Television

TV Review: ‘Saturday Night Live’-ish Emerges From Isolation, Maybe Too Soon

Let’s just say it’s too soon. Saturday Night Live‘s special “at home” quarantine edition, with cast members appearing remotely in pre-taped, Zoom-like, mostly solo bits, won’t exactly be remembered for contributing big laughs to a nation under lockdown. But we did get to see a few glimpses of where the stars live, so there’s that.

With guest appearances by Larry David as Bernie Sanders, an audio-only Alec Baldwin as Donald Trump and a Weekend Update that had Michael Che paying heartfelt and humorous tribute to his grandmother who died this week from COVID-19, the episode of the NBC sketch comedy was certainly of the moment. But as Tom Hanks, introducing the show, asked, “Will it make you laugh? Eh.”

Check out the videos below.

Hanks, self-described “celebrity canary in the coal mine” for coronavirus, appeared from what looked to be a kitchen or maybe wet bar, to explain the at-home premise, the non-live approach and the absence of audience reactions. “Is it going to look a little different? Yes,” Hanks said in what proved an understatement.

From there, Pete Davidson contributed the first of his two for-laughs rap songs, apparently from his native Staten Island, neither of which offered any more or less than what you’d imagine. Kate McKinnon offered up her Ruth Bader Ginsburg impression for a faux-workout session that had the Justice using double-A batteries as dumbbells.

Next came the inevitable corporate Zoom meeting parody, with Mikey Day as a supervisor walking his staffers through the remote process, and Aidy Bryant and McKinnon as the office receptionists who just didn’t get it (Bryant’s character taking the laptop into the bathroom, and McKinnon’s breaking down in tears while describing the gross measures taken in desperation for toilet paper).

Perhaps most disappointing, though, was Weekend Update, with Colin Jost (from a really tasteful, amber-hued  living room, acoustic guitar placed just so on a brown leather sofa) and Michael Che (framed football jerseys on man cave walls) reading jokes from their computer screens, few landing. Jost thanked Bernie Sanders for providing comedians with four to eight years of Trump or Biden jokes, while Che fretted over the outsized impact of the coronavirus pandemic on African-American communities.


“Once Trump starts calling it The Harlem Virus we ain’t never going to get a cure,” he said. Not exactly a bad joke, but torpedoed nonetheless by someone’s inexplicable decision to have each quip met by the canned, lackluster chuckles of what sounded like three, maybe four people. The unintentional result was the human equivalent of crickets chirping (which is more than Che’s Harvey Weinstein-in-the-prison-showers joke deserved).

The same response greeted an audio-only phone-in from Alec Baldwin as Donald Trump, who claimed the claps and cheers coming from New Yorkers’ windows at 7 p.m. every evening were for him, not hospital workers. Oh, and “Carole Baskin definitely fed her husband to the tigers.”

Che addressed the death of his grandmother from COVID-19 this week by telling Jost how much she loved Update’s periodic “joke swap” routine, in which Jost is forced to read an offensive, usually racist joke. Jost complied, though Che got the last word by admitting his grandmother never watched the show. Che did offer a nice tribute, though, by signing off as “Martha’s Grandbaby.”

The rest of the show trudged on, with Beck Bennett hosting a remote dating show in which desperate quarantined women deprived of physical contact settled for various losers (played by Pete Davidson, Mikey Day and Kenan Thompson), and Chloe Fineman impersonating Timothée Chalamet and Tiger King’s Carole Baskin as online acting teachers. There was an animated Middle-Aged Mutant Ninja Turtles short that worked well without an audience, Larry David as Bernie Sanders (“I finally have the time to at last finish that heart attack from October”) and Alex Moffat doing a funny Sky Sports parody.

Musical guest was Chris Martin, with acoustic guitar, doing an appropriately sweet rendition of Bob Dylan’s “Shelter From The Storm,” and a tribute from past and current cast members to Hal Wilner, the show’s longtime sketch music producer who died this week from COVID-19 complications. With no fewer than two tributes to casualties of the pandemic making clear just how devastating this spring has been, SNL‘s at-home edition certainly had its work cut out for it, and there’s something to be said for trying.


**EXERCISE PROMPT:** Pull every line holding the word "this" out of the data and copy it.

■ ■ ■ ■

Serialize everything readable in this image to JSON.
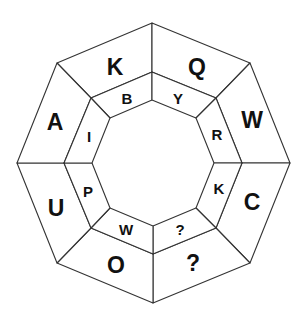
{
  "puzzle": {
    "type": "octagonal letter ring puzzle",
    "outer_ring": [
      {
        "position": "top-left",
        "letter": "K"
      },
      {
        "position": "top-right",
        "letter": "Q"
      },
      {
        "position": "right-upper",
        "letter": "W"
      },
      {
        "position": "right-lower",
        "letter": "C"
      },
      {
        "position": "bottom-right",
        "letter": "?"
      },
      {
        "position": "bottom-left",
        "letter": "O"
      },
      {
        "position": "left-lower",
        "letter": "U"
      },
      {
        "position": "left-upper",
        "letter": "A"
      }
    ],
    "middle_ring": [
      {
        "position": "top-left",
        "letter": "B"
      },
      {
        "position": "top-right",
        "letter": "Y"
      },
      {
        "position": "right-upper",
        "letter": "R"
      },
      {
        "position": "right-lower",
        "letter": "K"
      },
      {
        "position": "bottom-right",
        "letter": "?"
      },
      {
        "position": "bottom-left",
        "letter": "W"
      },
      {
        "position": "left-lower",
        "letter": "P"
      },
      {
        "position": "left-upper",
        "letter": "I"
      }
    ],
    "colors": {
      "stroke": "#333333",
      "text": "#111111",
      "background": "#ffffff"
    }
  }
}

■ ■ ■ ■

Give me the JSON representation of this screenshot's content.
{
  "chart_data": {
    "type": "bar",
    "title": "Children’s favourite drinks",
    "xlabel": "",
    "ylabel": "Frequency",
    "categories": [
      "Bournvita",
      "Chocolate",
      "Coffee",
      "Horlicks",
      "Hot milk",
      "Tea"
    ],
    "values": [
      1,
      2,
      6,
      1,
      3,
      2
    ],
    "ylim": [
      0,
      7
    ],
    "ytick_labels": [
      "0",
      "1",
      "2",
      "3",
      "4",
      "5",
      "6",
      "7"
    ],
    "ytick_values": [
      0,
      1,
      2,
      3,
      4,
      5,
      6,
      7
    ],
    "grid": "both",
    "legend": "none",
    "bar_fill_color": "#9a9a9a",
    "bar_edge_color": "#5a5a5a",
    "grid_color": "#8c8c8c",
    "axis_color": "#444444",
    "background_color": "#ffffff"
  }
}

■ ■ ■ ■

**SOLUTION:**
Serialize everything readable in this image to JSON.
Give me the JSON representation of this screenshot's content.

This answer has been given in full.